Photo Essay: Geopolitical pawns, the fishermen of Lý Sơn, Vietnam

for Mongabay

(For full story and photo essay click here)

The island of Lý Sơn sits a few miles off shore of the city of Da Nang and halfway down the long, serpentine coast of Vietnam. Most of its people are simple fishermen, trolling the South China Sea for octopus, shrimp and whatever fish they can catch.

It’s a tiny isle, rarely visited by tourists and nowhere near China. Yet, these fishermen now find themselves caught in an international dispute between their country and Asia’s dominant nation.

China — in a grab for regional power and vital sources of protein and potentially oil — has claimed ownership of most of the ocean stretching between Hong Kong, Malaysia and the Philippines. This vast, poorly defined area covers about 90 percent of the 1.35 million square mile (3.5 million square kilometer) South China Sea. It includes 10 percent of global fisheries and accounts for $5 trillion in annual shipping. Laying claim to that much ocean is comparable to the U.S. alleging its sovereignty over the entire Gulf coast of Mexico into Central America.

China first claimed the South China Sea, labeling it the “nine-dotted line” on a 1947 map, possibly in response to the power vacuum created by Japan’s surrender two years earlier. Their claim conflicts with those of Vietnam, Taiwan, Malaysia, the Philippines and Brunei.

While maritime lawyers say China’s “nine-dotted line” has little legal basis under international law, it is backed by military muscle. Here on Lý Sơn, fishermen confronted by China’s ban on their traditional fishing grounds can no longer safely go more than a couple hundred miles out to sea, so are depleting the shoals around Vietnam’s coast.

To see the effects firsthand, we swam out to visit a fishing boat working just off another nearby island. The fishermen, working from traditional teacup-shaped boats tethered to a larger vessel, said it had been a disappointing day. One of many in recent years.

The coastal reefs that once teemed with life were desolate. The fishermen said that there were just too many boats trying to scrape a living from depleted grounds close to shore. But they certainly weren’t about to risk going farther out to sea.

Their caution is warranted. If, like 46-year-old Nguyên Phú, they venture too deeply into Vietnam’s claimed territorial waters, a Chinese patrol boat will swoop down on them. One such patrol, says Phú, captured him and his crew early one morning, impounded his boat and imprisoned them for a month. He endured daily beatings.

“When they came, what could we do?” he asks, crouching down like a frog with his hands above his head. “We just put our hands up like this, and said, ‘Don’t shoot! Don’t shoot!'”

Phú isn’t the only victim. Other fishermen imprisoned in anticipation of an unknown fate, wait stoically. Some write poetry. For his part, Phú passed the days by carving a tattoo into his arm. It reads: “Love your neighbors. Get revenge on your enemies.”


● Task item
Beginning at the line with "Pinpoint wheel with a bounding box." in the records below, return each line up to and including the last, exactly as it stands, but not the pictures.

● Raw data
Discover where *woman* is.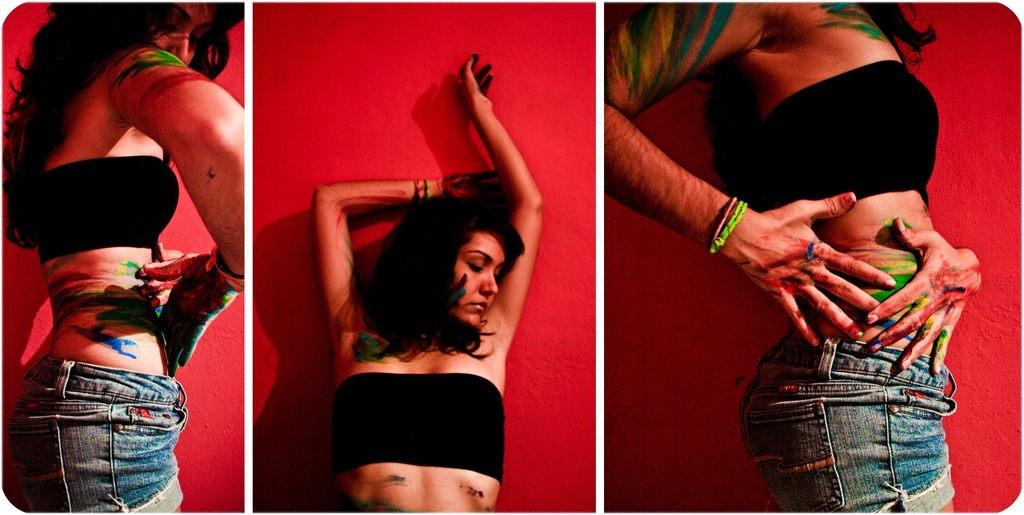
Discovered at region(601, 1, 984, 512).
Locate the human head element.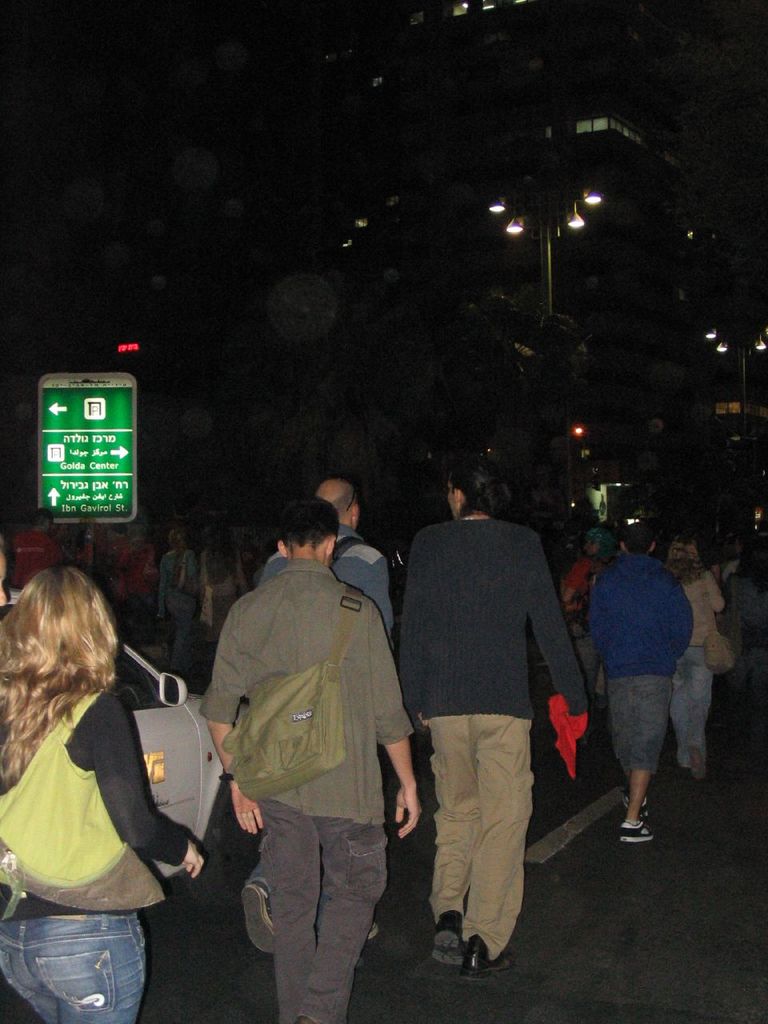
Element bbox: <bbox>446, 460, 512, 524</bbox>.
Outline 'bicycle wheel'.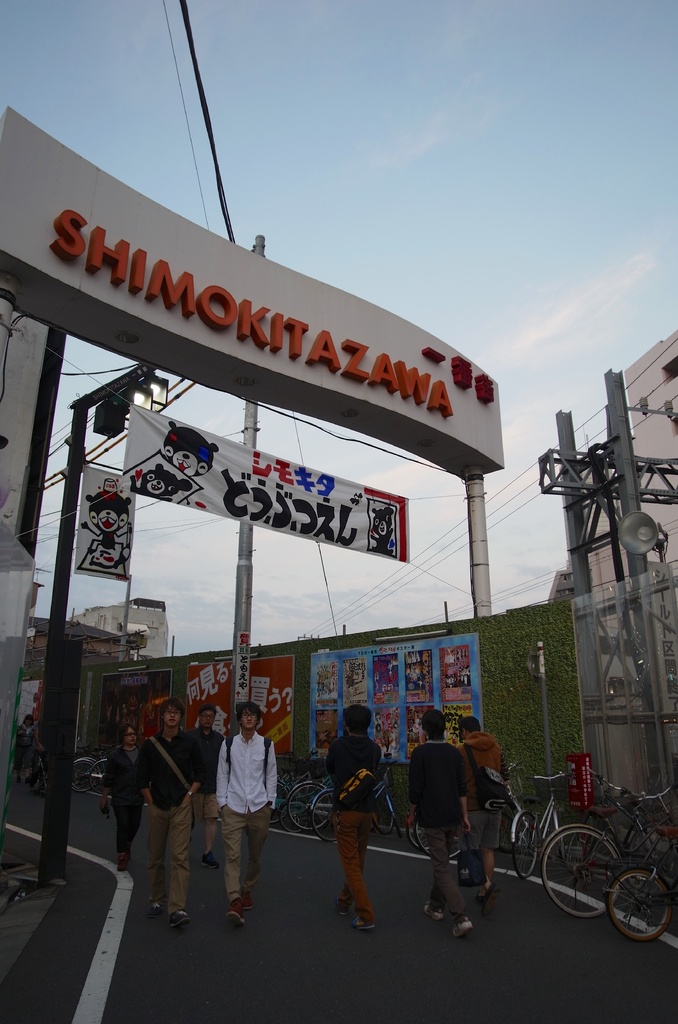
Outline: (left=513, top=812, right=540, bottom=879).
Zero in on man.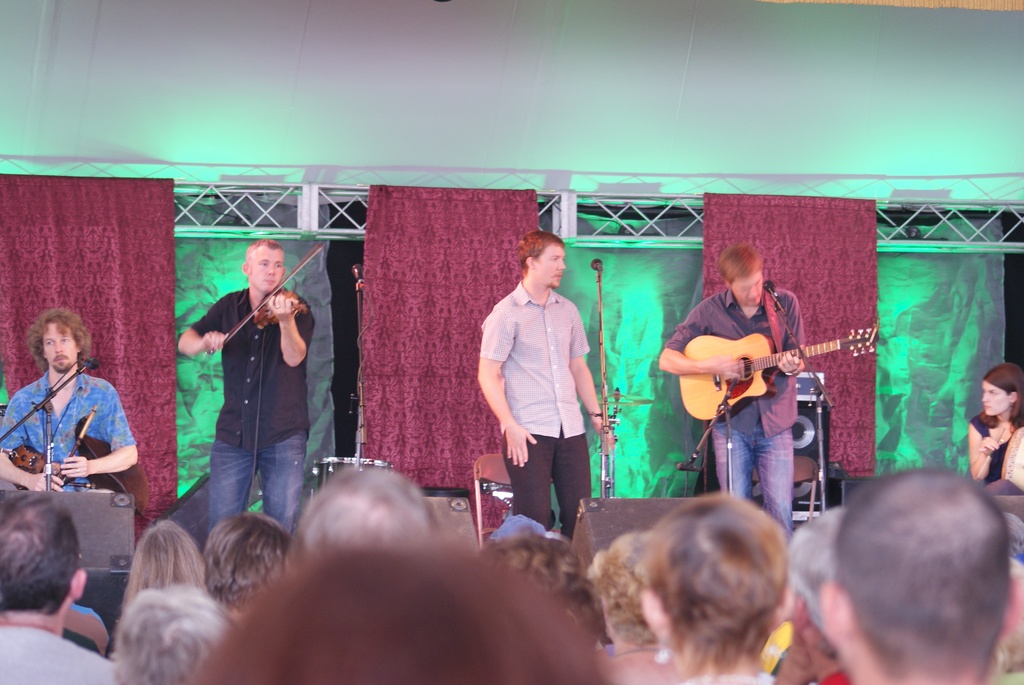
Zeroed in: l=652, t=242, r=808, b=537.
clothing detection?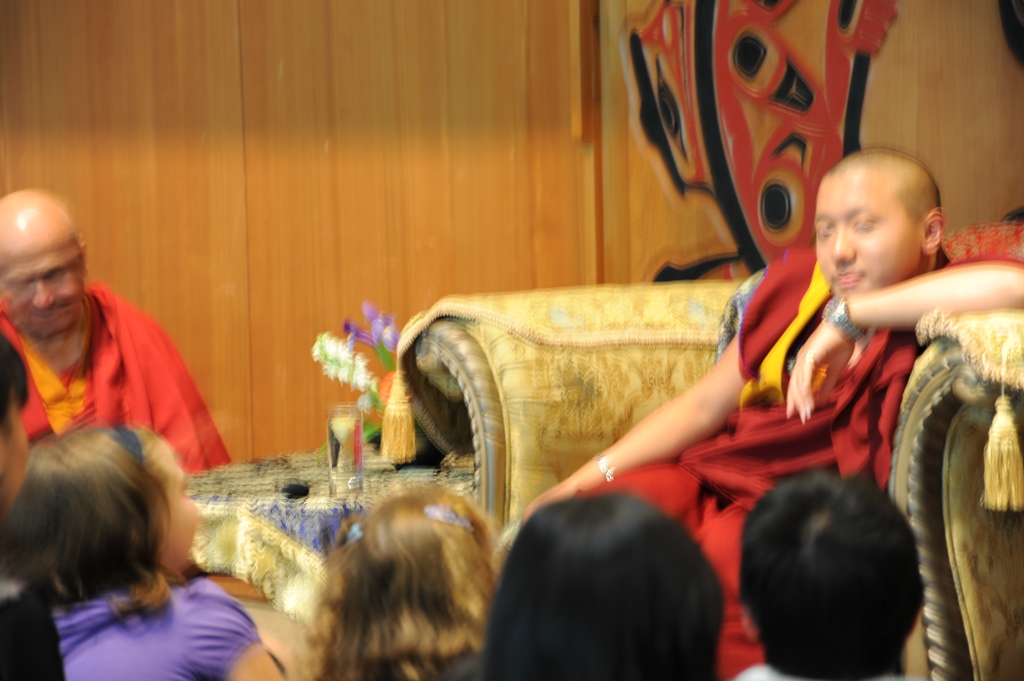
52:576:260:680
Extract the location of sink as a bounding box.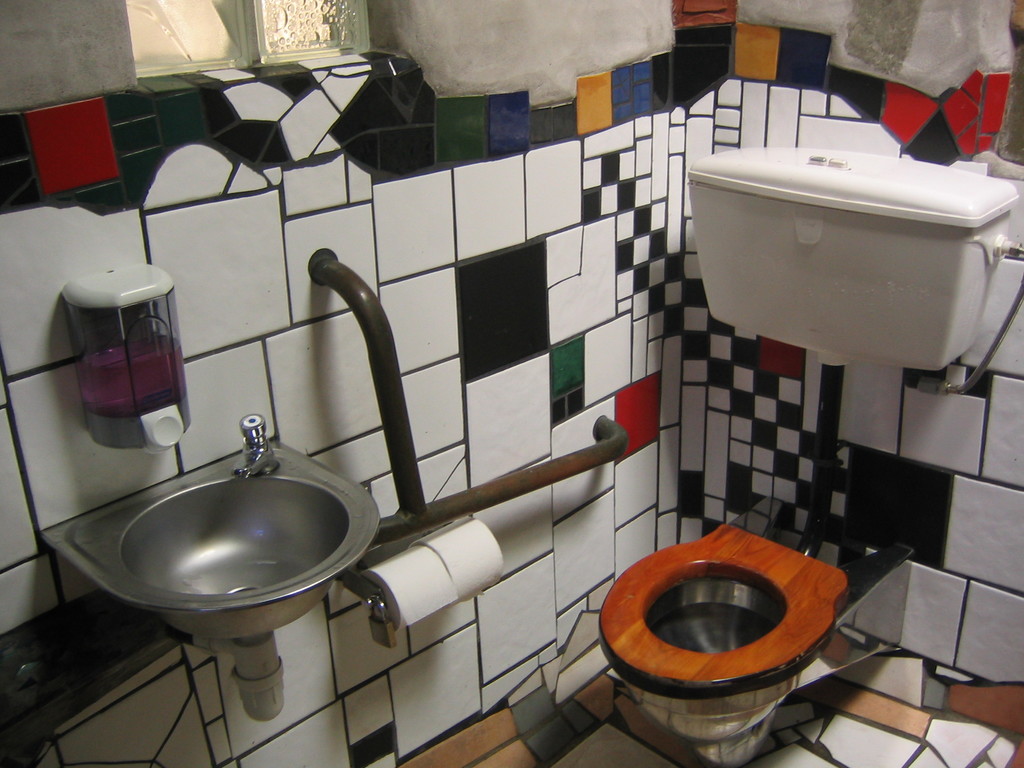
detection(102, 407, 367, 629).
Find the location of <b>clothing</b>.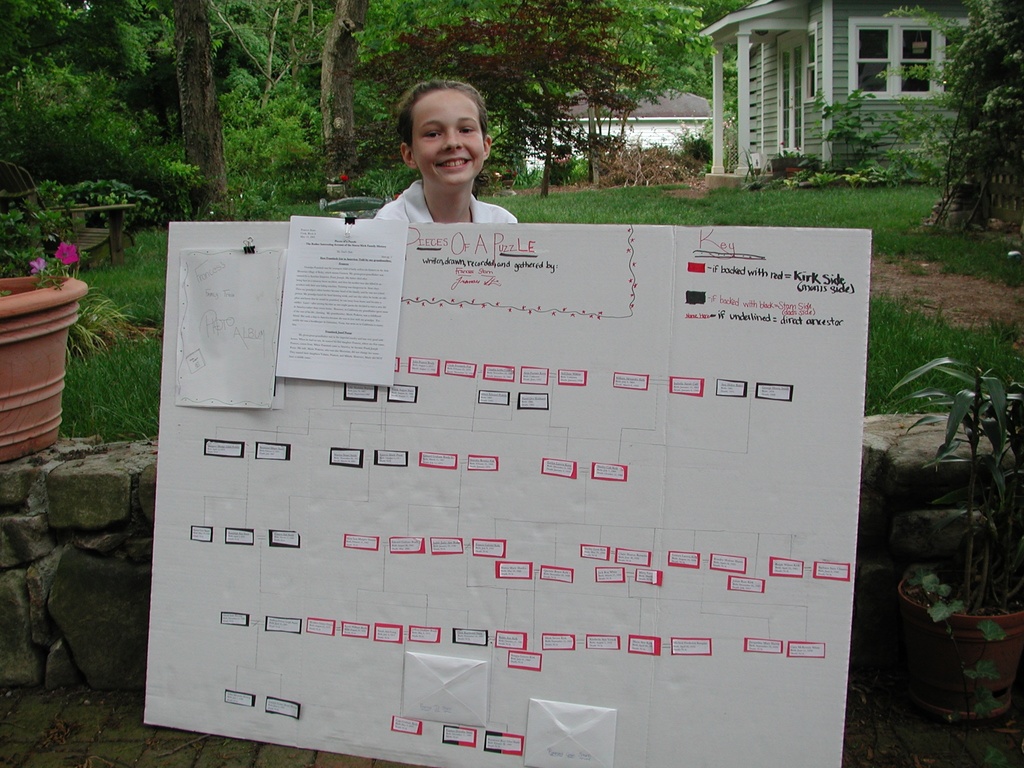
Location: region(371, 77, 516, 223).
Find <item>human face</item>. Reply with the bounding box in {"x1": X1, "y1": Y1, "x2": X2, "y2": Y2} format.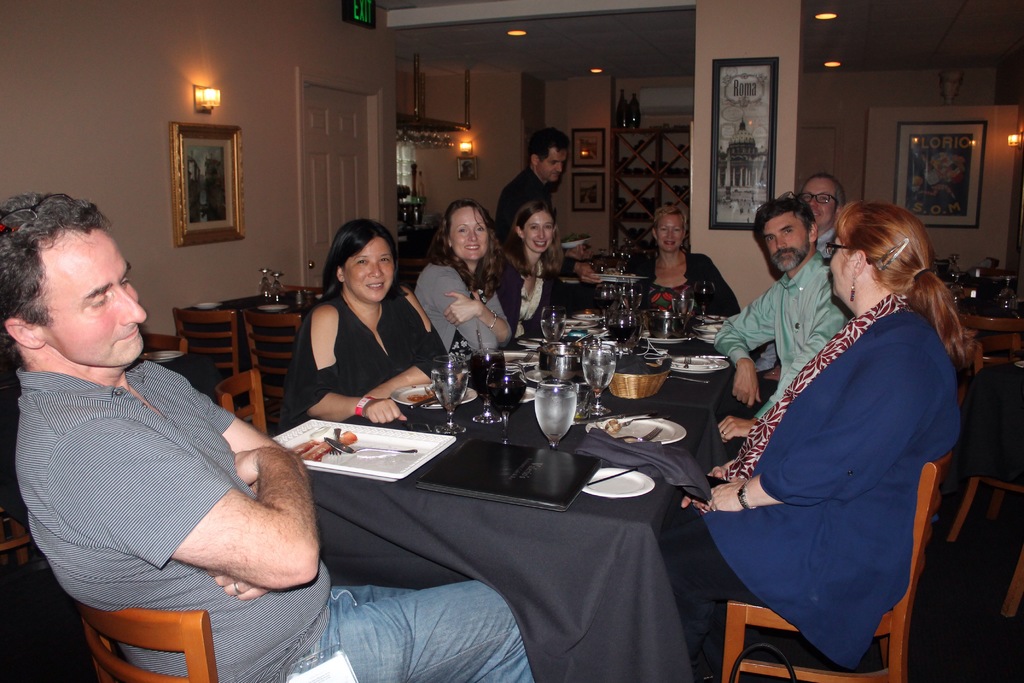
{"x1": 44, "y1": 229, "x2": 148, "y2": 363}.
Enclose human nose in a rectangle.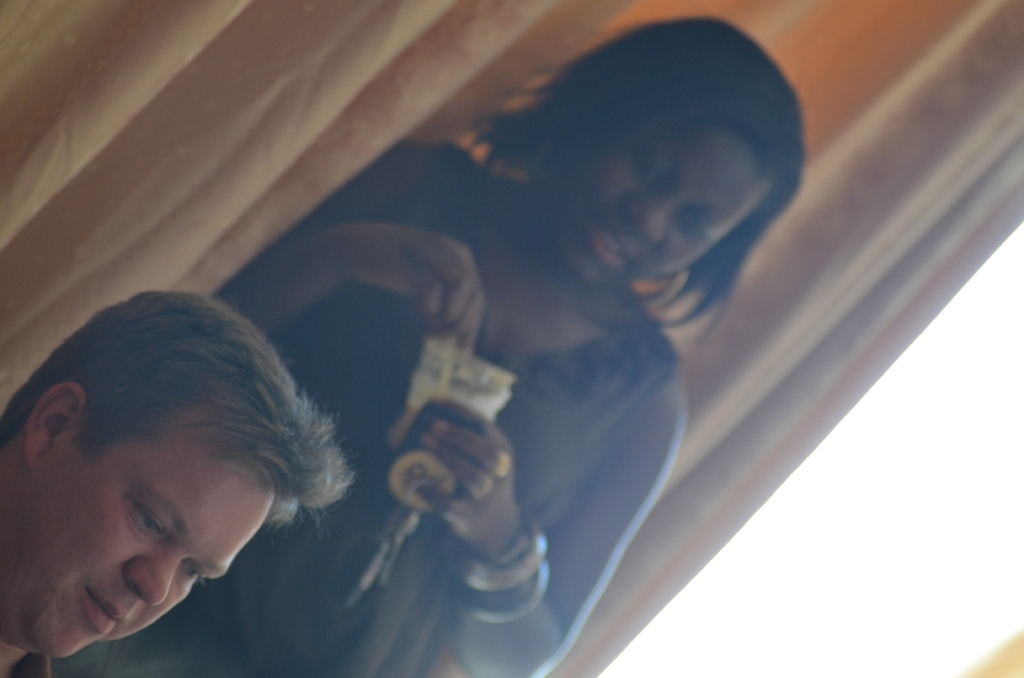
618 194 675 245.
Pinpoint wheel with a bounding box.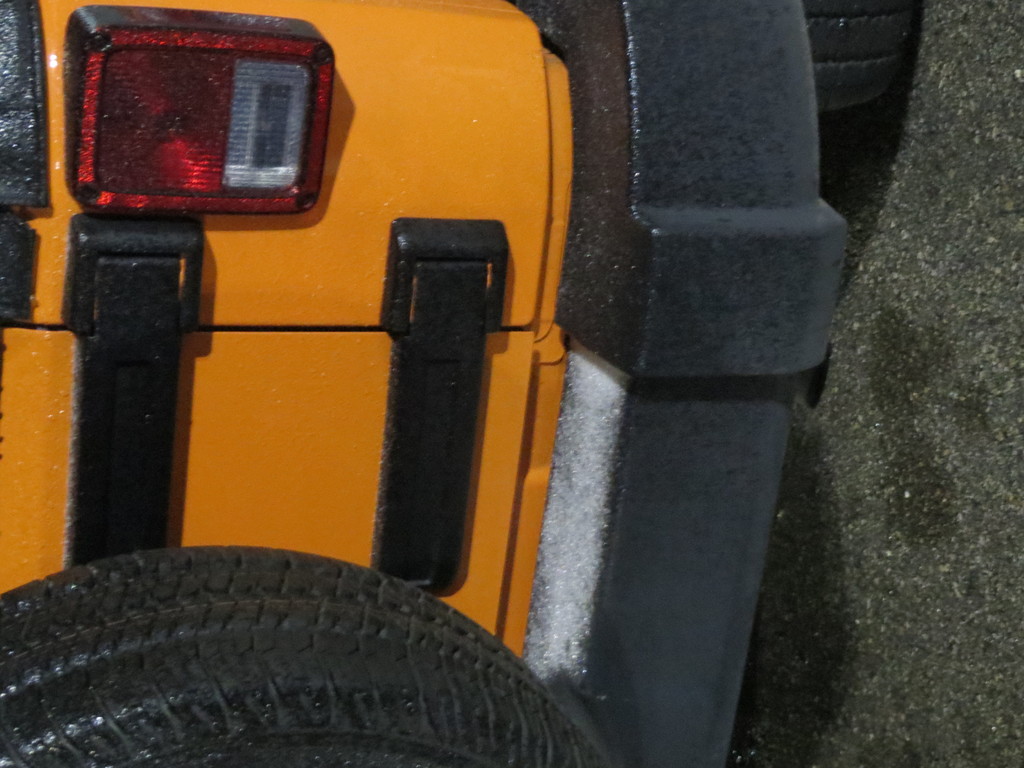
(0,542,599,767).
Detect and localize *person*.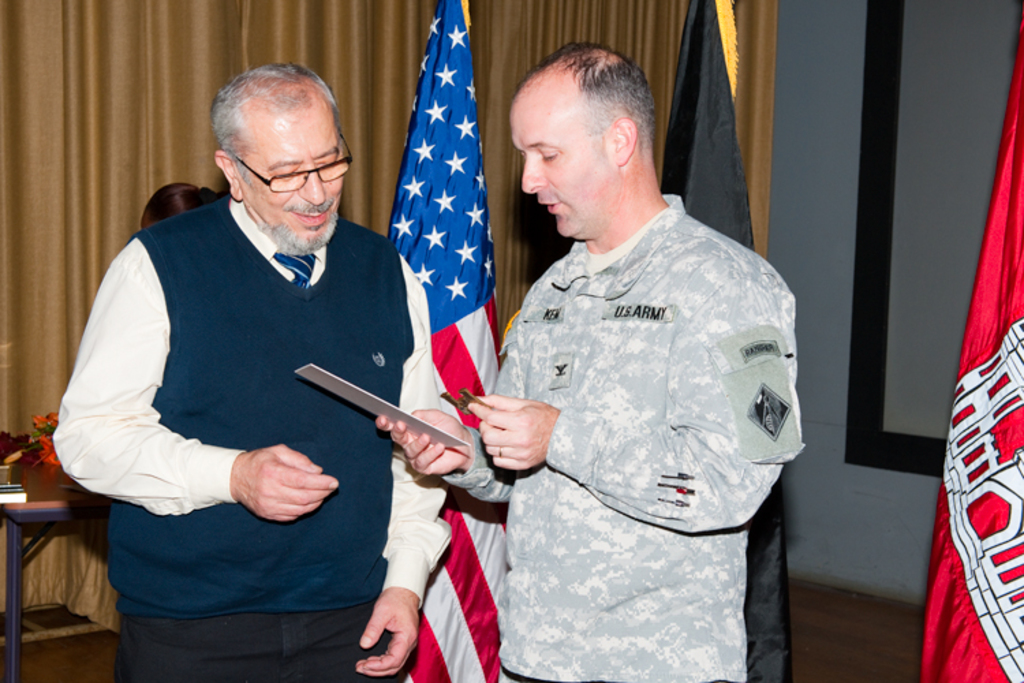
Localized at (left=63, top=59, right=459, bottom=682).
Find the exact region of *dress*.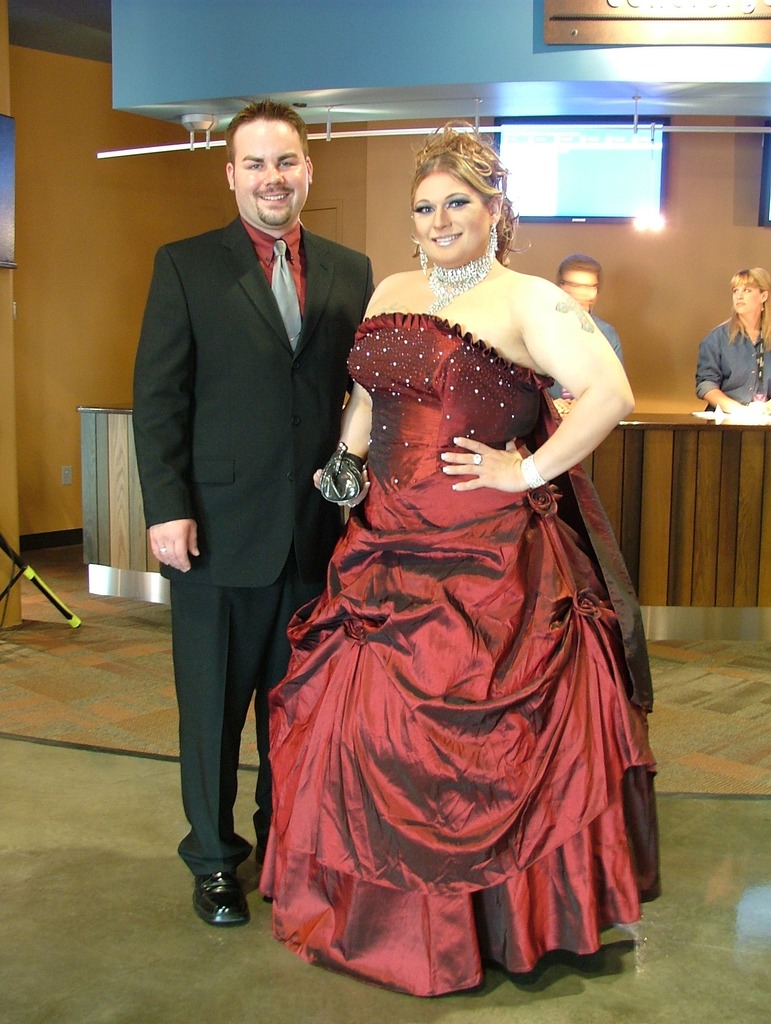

● Output of the task
Pinpoint wheel with a bounding box.
(0,542,599,767).
Detect and localize *person*.
Localized at (left=63, top=59, right=459, bottom=682).
Find the exact region of *dress*.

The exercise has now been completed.